If it’s moving towards capability management, you’ll want to follow a fair process and keep good notes. If you’d like, we can sense-check your approach so you feel confident you’re doing the right thing - for the business and for the person.

Common mistakes (and how to avoid them)
Most performance management problems come from good intentions paired with inconsistency. Here are the patterns I see most often.
The first is waiting too long. You tell yourself you’re being kind by giving it time, but what usually happens is the conversation gets heavier and your patience gets thinner. If you address it early, you can keep it light and supportive.
The second is being vague. “I need you to be more proactive” sounds reasonable, but it’s hard to act on. Replace it with something observable: “I want you to flag risks early and suggest a plan before the deadline slips.”
The third is giving support quietly and standards loudly - or the other way around. People need both: a clear bar and visible help. If you’re offering support, say it out loud. If you’re setting a standard, make it specific.
The fourth is letting the review point slip. If you agree “we’ll check in next Friday”, put it in the diary there and then. It sounds small, but it’s the difference between a plan that works and one that fades away.
If you’re dealing with a live situation and you want a calm, fair approach, we can help in a very practical way - without making it feel heavy or overcomplicated.
FAQ
How quickly should I address a performance issue?
Ideally, within days rather than weeks. The earlier you raise it, the more neutral it feels. If you wait until you’re frustrated, you’re more likely to sound harsher than you intend.
What if they get upset or defensive?
Stay calm, stay kind and return to the facts. Acknowledge how it feels (“I can see this is a lot to take in”) and then focus on what needs to change and what support is available. If emotions are high, it’s fine to pause and pick it up later the same day or the next.
Do I need a formal process straight away?

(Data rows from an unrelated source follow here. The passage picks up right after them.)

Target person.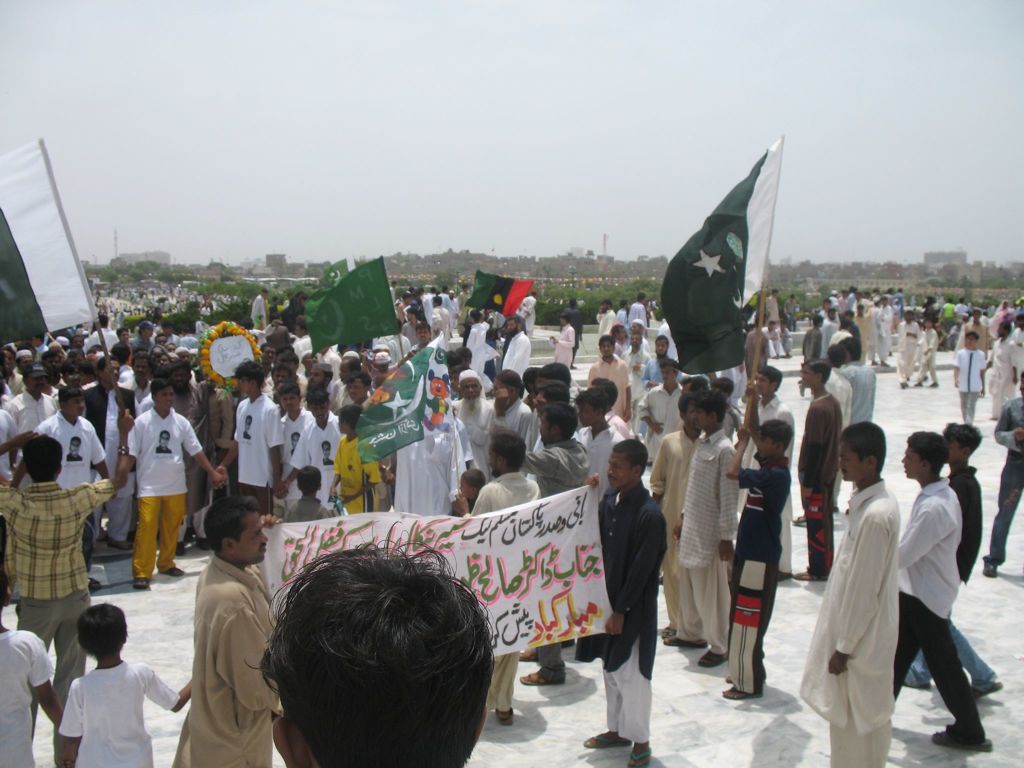
Target region: box(9, 384, 109, 593).
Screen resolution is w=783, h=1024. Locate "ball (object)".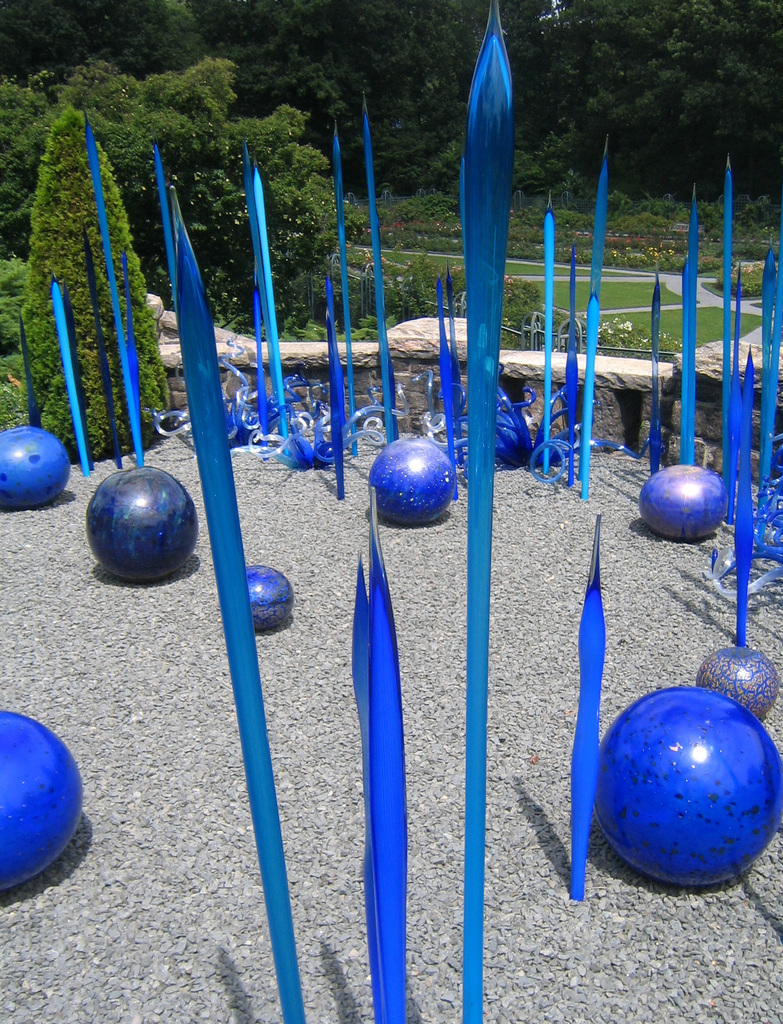
region(369, 435, 455, 529).
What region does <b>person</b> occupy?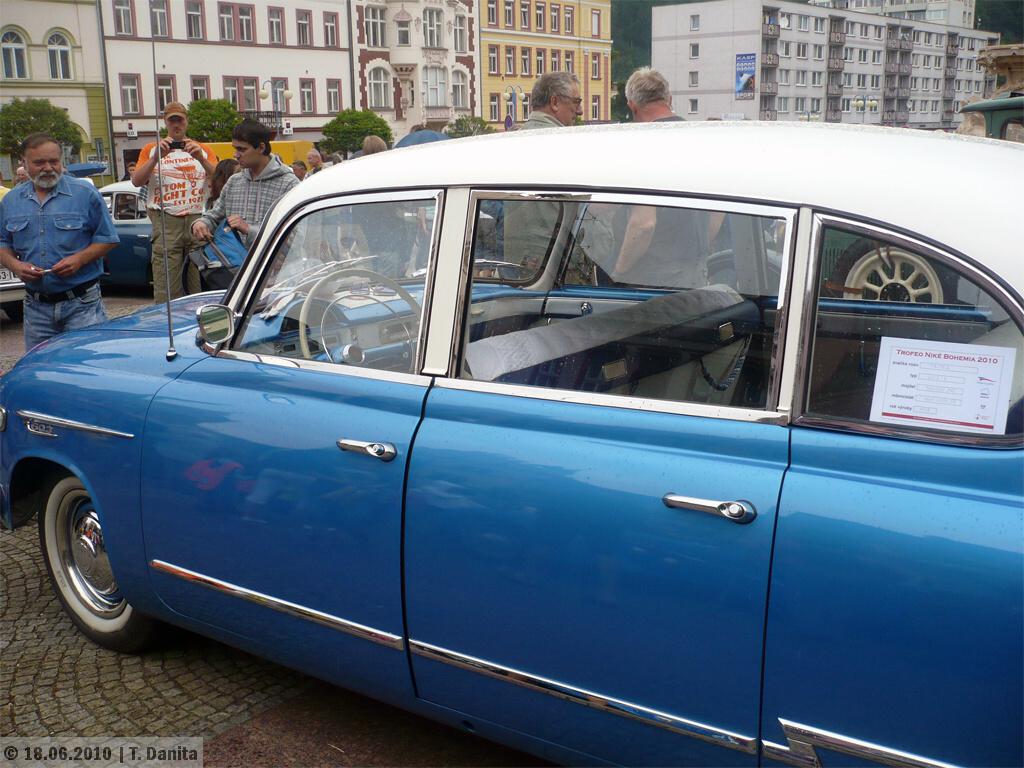
box=[0, 128, 121, 354].
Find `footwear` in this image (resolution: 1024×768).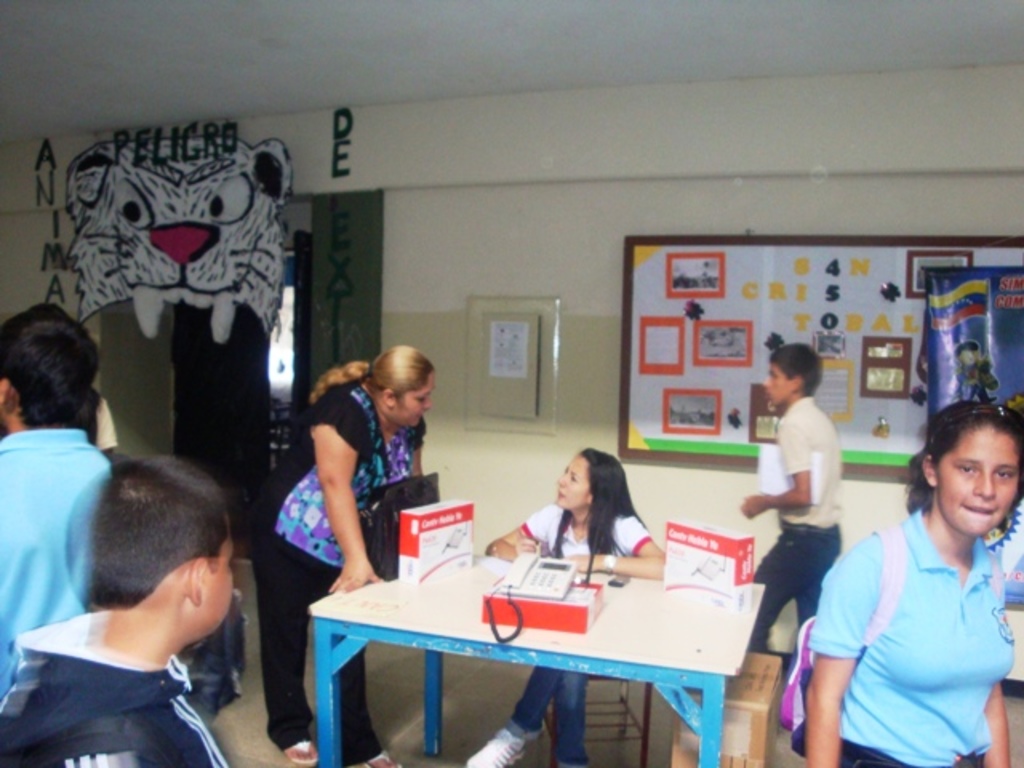
pyautogui.locateOnScreen(470, 726, 528, 762).
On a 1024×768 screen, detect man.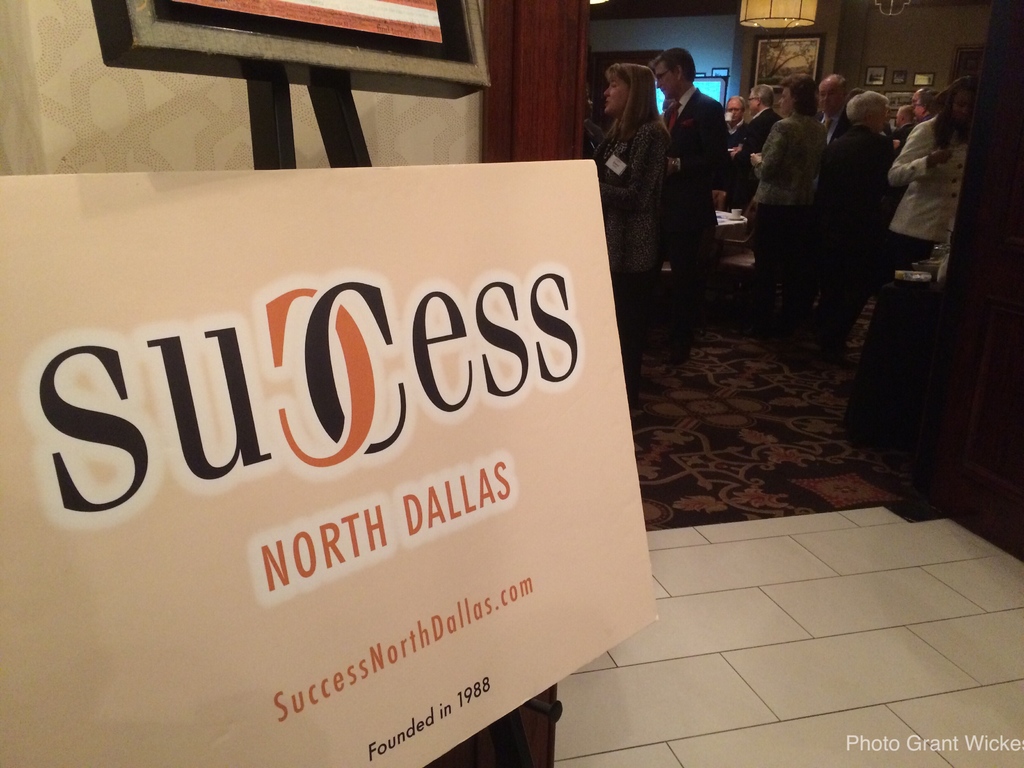
bbox(889, 91, 908, 152).
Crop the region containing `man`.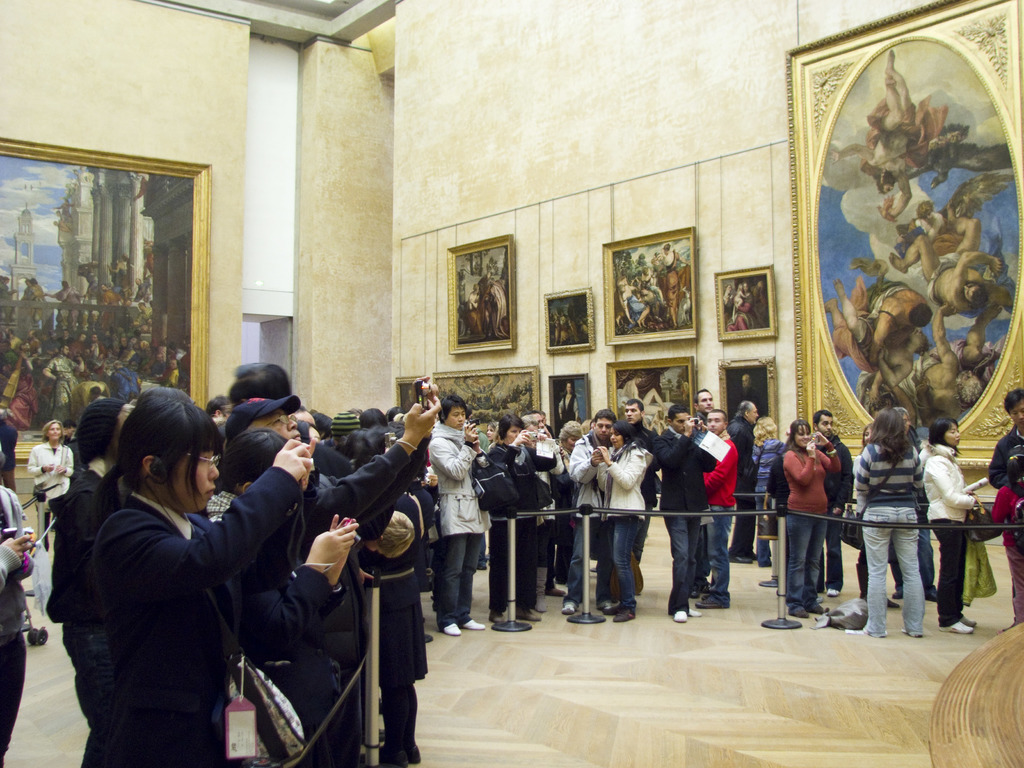
Crop region: bbox=[811, 413, 851, 596].
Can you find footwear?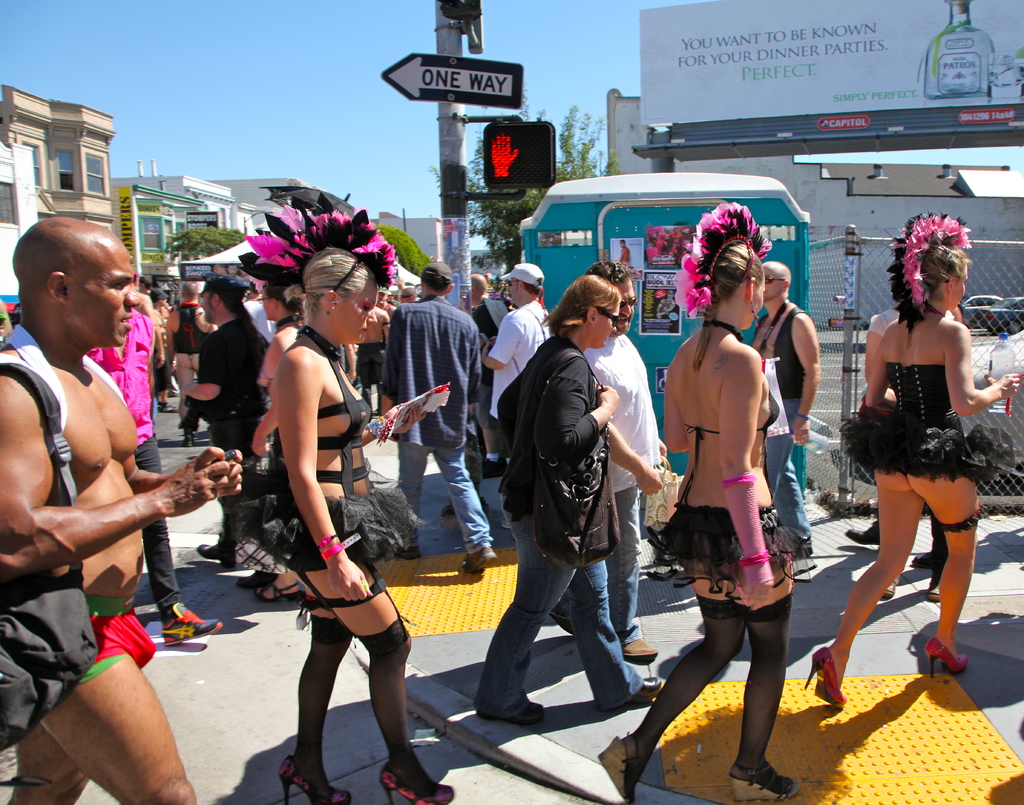
Yes, bounding box: [473,692,544,724].
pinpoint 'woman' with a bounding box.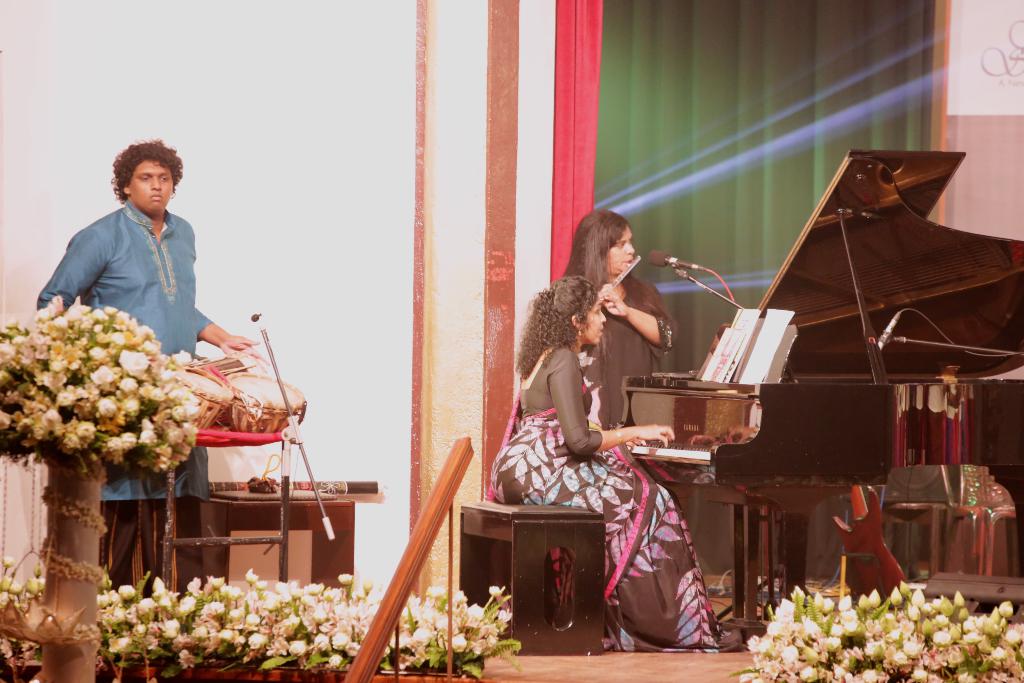
x1=487, y1=275, x2=723, y2=651.
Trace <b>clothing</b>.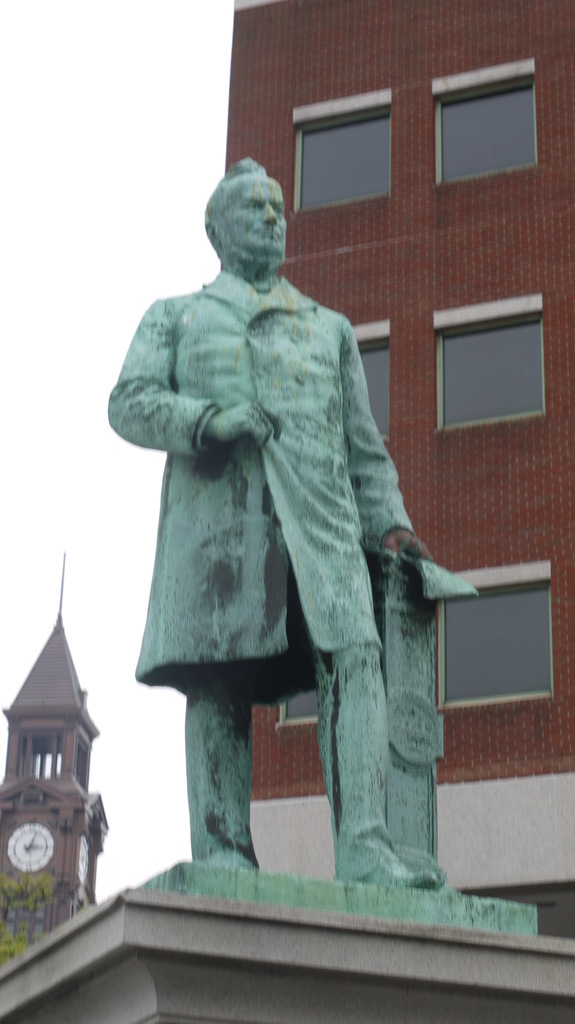
Traced to (120,321,463,822).
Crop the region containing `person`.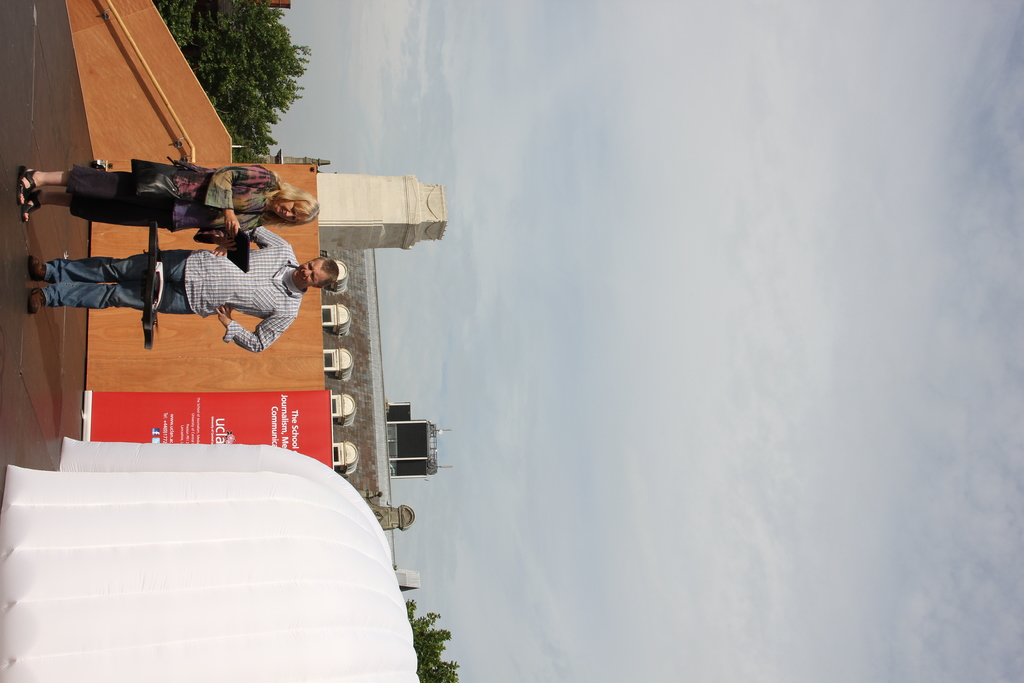
Crop region: bbox=[17, 163, 323, 253].
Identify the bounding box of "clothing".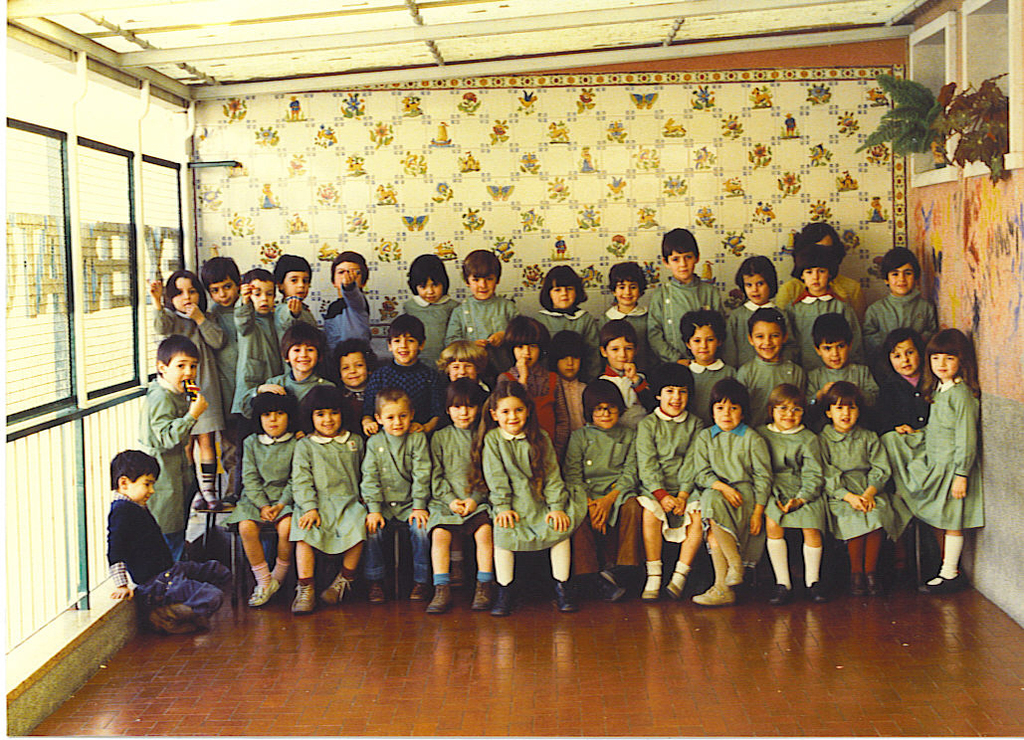
box(229, 369, 337, 411).
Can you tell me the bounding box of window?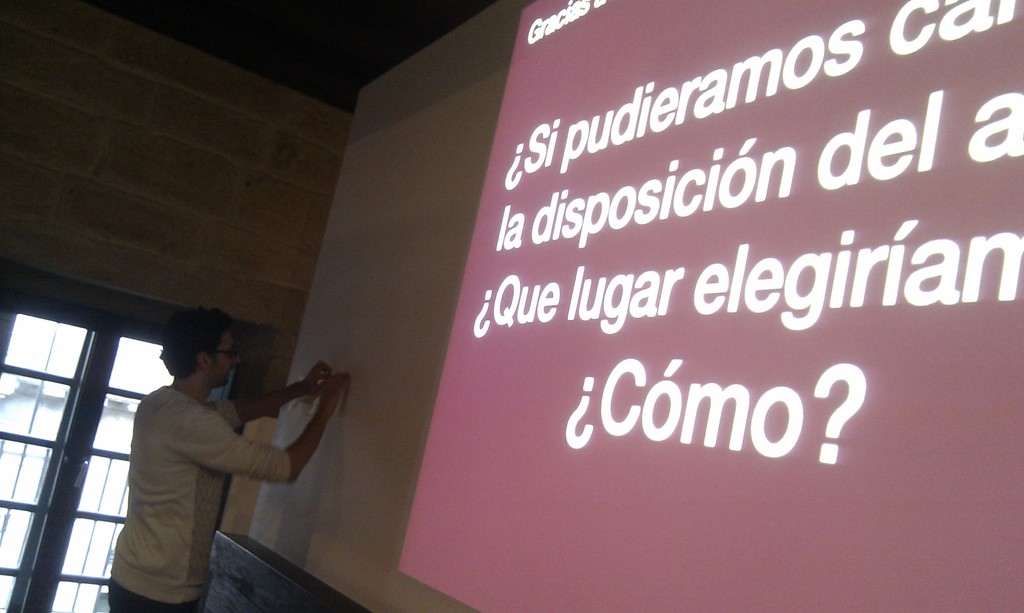
Rect(0, 287, 252, 612).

Not usually. Most performance issues improve with clear expectations, a straightforward conversation and a well-managed reviews. Formal capability processes are for when improvement doesn’t happen despite reasonable support and clarity - and when the business needs to take next steps.
Disclaimer
This post is general guidance and isn’t a substitute for advice on a live situation. If you’re unsure - especially where health, disability, stress or protected characteristics might be involved - get tailored advice before you act.